CRLS Must Stay In-Person

Eman Abdurezak

Closing CRLS now would provide very little benefit to students and the broader Cambridge community.

Tavi Pollard, Audio & Visual Editor

The COVID-19 pandemic has been raging for nearly two years and cases are peaking in the US due to the omicron variant. However, life is a lot different now than it was in March 2020. We have adapted to living within this pandemic, and Massachusetts has fully reopened. The last thing we need is a return to the school closures that ruined so much of our high school experience. In-person learning provides so many opportunities for education and community engagement that completely outweigh the dangers that COVID-19 may present.

The return to in-person learning this fall was celebrated as a moment of recovery from the pandemic because of our ability to more safely gather as a community. At this point where everyone has the opportunity to be vaccinated, we can’t proceed the same way we did at the beginning of the pandemic. Students have made it clear that remote learning was unproductive at best, and has caused severe mental harm at its worst; particularly for neurodivergent students or those with home environments that made it difficult to focus. Giselle Korn ’22 told the Register Forum, “I have ADHD, and sitting on a computer screen, I can’t focus. There are too many distractions at home: with my parents doing video calls for work, and all of my siblings doing school at home as well, it just doesn’t work.” In-person school clearly provides a space for many students that is far more conducive to learning than their home environments.

Socially isolating our students through online school clearly worsened mental health issues of CRLS students, a fact which is made clear by the 2021 CPSD Teen Health Survey results. Conducted during remote/hybrid learning last spring, 46% of CRLS students reported feeling consistently anxious, and 35% of CRLS students reported feeling depressed to the point that it interrupted their routines. While this may not all be able to be attributed to online school, it is safe to assume that a significant portion of mental anguish was caused by the isolation online school resulted in. Going online cannot justify the harm that remote schooling will cause CRLS students, even for just a short period of time.

CRLS also provides many student services and extracurriculars that cannot be replicated virtually. Some students rely on school for food, shelter, and as a safe space to return to each day. Remote learning removes this important aspect of school for many. That’s not to mention extracurricular activities like clubs that are essential to the CRLS experience. Since many of these opportunities are severely limited online, moving extracurriculars online would have a dramatically detrimental effect on students since they are so integral to their lives. For example, participating in any VPA activity like dance, theater, or music is basically impossible over zoom.

Closing CRLS now would provide very little benefit to students and the broader Cambridge community, and there would be many harmful effects placed on students that are too significant to be ignored. Based on the essential services the school provides and the mental effects going remote would have on students, continuing in-person learning is clearly integral to the wellbeing of students at CRLS.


TASK:
Give only the number of lines in the following entries where "elements" appears.

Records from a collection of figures
═══
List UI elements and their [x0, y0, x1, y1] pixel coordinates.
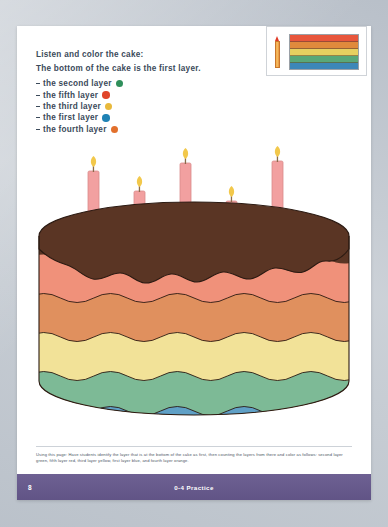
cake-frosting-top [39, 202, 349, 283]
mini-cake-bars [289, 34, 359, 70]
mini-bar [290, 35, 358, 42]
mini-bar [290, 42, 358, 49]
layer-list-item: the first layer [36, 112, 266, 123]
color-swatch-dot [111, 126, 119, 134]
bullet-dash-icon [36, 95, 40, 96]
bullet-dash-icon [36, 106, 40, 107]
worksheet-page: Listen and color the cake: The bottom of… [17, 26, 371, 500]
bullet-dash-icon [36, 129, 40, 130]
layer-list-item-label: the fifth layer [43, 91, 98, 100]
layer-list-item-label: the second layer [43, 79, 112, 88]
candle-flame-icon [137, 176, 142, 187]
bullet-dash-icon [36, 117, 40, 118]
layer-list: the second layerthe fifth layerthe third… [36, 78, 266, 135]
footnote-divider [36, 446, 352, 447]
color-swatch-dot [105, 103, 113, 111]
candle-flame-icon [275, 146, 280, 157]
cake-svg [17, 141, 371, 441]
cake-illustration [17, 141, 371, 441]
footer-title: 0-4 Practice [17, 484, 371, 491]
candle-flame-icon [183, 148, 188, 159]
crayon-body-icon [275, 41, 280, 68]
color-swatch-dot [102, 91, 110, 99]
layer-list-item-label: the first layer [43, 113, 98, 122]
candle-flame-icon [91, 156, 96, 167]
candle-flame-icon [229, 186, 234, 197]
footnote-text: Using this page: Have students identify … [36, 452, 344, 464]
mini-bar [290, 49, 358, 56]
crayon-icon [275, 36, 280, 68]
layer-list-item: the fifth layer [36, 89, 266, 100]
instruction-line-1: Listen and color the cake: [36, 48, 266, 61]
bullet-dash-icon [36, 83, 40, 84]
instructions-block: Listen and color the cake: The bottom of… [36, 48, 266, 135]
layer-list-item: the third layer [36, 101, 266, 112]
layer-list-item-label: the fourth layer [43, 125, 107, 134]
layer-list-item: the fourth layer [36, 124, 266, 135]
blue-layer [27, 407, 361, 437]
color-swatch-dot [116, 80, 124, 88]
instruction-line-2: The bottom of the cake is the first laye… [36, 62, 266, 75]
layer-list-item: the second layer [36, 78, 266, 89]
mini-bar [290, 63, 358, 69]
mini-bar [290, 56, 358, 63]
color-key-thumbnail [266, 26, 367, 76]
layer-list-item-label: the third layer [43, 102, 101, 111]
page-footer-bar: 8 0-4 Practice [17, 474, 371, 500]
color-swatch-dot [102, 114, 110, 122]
═══
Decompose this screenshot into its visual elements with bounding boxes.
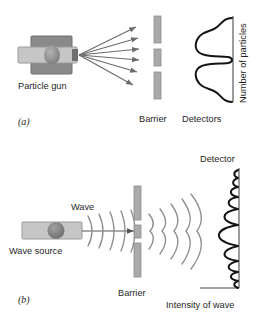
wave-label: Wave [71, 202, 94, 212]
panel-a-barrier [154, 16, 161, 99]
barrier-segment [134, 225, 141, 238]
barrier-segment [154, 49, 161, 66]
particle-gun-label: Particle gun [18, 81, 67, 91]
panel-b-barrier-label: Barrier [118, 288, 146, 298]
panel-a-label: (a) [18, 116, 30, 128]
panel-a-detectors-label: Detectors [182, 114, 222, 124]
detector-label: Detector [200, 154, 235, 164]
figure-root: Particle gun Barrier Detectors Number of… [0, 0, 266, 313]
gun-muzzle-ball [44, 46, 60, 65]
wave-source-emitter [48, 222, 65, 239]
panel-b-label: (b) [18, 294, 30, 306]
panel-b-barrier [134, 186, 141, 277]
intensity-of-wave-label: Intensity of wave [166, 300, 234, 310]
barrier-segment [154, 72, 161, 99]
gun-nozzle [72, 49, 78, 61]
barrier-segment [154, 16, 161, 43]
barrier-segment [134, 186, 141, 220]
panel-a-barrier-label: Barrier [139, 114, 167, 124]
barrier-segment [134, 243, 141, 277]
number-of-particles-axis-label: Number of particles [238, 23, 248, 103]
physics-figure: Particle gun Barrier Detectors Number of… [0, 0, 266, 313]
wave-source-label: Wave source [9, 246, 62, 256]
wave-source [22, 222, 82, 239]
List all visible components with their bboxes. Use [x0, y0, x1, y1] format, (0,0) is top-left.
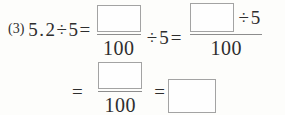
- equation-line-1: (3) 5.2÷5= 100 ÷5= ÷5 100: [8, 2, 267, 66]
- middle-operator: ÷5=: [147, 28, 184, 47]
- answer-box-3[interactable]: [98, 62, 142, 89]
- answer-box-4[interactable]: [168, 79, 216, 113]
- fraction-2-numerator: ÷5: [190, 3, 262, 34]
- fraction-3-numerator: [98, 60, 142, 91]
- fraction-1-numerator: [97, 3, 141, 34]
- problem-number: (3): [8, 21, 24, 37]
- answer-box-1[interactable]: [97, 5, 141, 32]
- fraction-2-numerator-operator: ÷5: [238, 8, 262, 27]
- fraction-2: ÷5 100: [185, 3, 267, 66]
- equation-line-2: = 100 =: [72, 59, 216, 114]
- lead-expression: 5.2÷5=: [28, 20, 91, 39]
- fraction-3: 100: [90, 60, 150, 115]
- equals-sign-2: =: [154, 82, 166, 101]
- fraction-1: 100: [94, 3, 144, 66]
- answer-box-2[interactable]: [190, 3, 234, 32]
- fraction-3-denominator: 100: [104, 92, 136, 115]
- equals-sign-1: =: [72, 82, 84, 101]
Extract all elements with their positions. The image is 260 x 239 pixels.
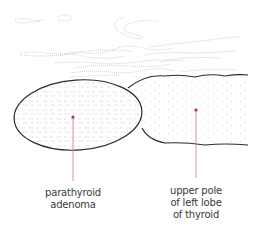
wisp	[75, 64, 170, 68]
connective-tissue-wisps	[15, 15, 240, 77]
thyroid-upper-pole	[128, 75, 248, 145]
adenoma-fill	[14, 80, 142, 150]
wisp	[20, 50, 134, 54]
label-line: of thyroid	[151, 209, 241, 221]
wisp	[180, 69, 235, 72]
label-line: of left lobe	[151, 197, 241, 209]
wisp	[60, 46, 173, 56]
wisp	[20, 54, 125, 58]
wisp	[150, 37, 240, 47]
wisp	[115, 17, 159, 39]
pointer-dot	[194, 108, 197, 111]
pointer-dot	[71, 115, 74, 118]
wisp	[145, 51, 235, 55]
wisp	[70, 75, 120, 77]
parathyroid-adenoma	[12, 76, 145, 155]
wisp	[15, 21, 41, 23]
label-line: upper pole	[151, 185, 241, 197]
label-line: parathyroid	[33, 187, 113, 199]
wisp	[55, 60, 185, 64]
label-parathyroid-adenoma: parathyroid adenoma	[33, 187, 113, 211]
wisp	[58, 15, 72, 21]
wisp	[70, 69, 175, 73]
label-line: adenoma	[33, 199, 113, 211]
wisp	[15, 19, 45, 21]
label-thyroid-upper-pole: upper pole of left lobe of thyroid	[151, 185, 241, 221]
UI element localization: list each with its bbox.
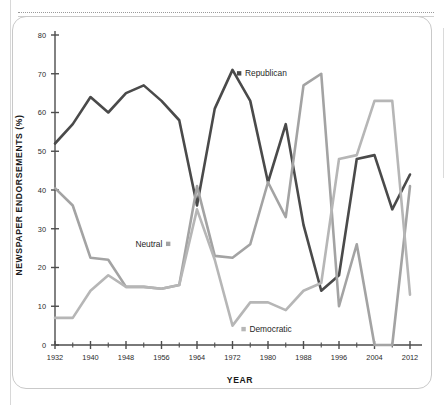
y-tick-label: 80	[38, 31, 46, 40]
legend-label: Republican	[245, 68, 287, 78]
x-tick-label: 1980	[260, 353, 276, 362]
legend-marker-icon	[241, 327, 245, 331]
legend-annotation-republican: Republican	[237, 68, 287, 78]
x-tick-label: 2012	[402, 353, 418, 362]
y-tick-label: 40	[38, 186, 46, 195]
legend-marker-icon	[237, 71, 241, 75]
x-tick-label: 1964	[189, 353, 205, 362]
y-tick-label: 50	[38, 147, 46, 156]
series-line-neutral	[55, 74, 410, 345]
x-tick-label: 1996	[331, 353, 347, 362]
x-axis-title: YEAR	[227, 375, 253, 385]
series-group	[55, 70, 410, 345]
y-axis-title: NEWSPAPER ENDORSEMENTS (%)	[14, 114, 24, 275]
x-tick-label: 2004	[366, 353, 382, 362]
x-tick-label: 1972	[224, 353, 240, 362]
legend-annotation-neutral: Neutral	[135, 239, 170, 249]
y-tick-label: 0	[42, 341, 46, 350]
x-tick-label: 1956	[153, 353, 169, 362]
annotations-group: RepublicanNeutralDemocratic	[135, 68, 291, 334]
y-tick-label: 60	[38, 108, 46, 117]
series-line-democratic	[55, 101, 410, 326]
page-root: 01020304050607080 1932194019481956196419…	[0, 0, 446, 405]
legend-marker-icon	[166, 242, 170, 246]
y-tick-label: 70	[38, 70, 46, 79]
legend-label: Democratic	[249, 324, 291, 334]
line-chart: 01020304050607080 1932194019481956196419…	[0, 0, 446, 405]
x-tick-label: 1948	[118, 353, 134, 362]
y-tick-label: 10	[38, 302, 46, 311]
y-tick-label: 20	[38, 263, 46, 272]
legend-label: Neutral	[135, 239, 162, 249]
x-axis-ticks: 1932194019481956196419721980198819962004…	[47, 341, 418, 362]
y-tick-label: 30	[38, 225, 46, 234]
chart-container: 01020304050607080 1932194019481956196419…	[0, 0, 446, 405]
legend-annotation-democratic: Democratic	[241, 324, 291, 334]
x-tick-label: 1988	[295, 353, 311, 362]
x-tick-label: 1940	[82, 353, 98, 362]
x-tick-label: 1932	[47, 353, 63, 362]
═══
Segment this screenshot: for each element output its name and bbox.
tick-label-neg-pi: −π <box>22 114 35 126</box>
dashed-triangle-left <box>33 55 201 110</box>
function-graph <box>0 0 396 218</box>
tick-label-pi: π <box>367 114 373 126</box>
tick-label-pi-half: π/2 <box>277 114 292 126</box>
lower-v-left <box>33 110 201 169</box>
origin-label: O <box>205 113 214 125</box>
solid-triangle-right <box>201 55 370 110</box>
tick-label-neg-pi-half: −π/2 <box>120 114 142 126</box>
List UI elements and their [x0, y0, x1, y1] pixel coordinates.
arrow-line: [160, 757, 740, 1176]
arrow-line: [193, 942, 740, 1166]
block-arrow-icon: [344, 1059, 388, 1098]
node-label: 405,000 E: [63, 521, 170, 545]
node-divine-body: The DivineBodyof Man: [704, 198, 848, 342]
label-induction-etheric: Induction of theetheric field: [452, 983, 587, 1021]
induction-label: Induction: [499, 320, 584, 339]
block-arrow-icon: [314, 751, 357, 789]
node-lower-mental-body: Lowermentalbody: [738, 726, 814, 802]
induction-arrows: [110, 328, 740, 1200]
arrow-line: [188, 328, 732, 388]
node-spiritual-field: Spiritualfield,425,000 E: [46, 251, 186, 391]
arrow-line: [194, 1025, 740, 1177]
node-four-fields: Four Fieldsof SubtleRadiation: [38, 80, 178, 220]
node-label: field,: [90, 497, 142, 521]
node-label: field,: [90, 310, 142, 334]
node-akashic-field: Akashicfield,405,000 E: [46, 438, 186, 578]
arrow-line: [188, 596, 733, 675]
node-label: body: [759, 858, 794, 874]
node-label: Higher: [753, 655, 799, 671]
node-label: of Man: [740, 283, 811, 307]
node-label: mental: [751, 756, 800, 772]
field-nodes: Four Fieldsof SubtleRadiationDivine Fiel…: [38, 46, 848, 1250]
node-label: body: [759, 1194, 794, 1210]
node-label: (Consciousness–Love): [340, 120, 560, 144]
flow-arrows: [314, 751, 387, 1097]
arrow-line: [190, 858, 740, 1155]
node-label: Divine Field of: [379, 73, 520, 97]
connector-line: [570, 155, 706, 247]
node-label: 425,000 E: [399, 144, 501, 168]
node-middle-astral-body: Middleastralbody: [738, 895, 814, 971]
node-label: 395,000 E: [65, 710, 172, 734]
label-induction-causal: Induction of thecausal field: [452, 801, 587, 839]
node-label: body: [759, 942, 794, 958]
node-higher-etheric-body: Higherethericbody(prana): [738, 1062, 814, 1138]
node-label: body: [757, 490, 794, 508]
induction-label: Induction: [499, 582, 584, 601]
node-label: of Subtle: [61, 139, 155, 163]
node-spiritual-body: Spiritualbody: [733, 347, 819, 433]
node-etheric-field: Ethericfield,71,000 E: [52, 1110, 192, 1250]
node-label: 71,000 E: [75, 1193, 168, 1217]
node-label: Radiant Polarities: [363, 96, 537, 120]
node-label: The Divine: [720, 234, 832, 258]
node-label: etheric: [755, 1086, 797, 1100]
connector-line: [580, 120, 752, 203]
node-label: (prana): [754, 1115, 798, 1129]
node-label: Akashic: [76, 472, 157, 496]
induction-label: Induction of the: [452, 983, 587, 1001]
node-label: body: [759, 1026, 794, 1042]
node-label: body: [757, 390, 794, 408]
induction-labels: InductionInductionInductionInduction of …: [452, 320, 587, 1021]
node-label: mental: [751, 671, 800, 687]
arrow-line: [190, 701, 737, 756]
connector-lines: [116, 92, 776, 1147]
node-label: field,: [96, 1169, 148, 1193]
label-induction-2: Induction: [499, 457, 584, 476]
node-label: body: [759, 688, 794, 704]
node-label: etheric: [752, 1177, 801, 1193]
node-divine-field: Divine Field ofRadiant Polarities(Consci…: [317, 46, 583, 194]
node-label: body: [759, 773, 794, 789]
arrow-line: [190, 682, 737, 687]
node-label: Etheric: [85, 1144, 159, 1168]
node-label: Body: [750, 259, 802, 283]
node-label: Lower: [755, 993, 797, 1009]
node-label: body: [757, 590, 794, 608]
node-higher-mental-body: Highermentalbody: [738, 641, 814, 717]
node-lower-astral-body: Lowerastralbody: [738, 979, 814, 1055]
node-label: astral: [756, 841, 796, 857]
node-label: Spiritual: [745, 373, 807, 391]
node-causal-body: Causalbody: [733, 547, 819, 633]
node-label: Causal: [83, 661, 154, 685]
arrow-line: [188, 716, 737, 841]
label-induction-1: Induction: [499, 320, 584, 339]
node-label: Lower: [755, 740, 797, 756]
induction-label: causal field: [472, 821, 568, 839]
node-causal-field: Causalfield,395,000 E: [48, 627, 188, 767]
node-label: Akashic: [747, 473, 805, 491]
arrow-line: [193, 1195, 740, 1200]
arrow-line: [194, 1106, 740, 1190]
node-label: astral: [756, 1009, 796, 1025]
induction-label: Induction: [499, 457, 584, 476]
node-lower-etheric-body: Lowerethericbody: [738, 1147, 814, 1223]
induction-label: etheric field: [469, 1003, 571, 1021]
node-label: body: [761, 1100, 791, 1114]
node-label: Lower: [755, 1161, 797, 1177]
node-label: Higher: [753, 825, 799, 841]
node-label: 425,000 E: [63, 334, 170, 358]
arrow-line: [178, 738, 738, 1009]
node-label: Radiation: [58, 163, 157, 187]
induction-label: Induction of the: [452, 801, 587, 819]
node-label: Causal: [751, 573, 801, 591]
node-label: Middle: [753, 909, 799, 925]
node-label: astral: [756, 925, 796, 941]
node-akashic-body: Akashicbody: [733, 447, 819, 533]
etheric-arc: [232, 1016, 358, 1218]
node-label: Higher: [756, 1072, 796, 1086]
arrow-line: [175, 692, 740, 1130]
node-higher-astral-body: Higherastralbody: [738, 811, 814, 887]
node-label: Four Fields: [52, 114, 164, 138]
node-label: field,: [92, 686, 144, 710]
═══
ANSWER BOX:
4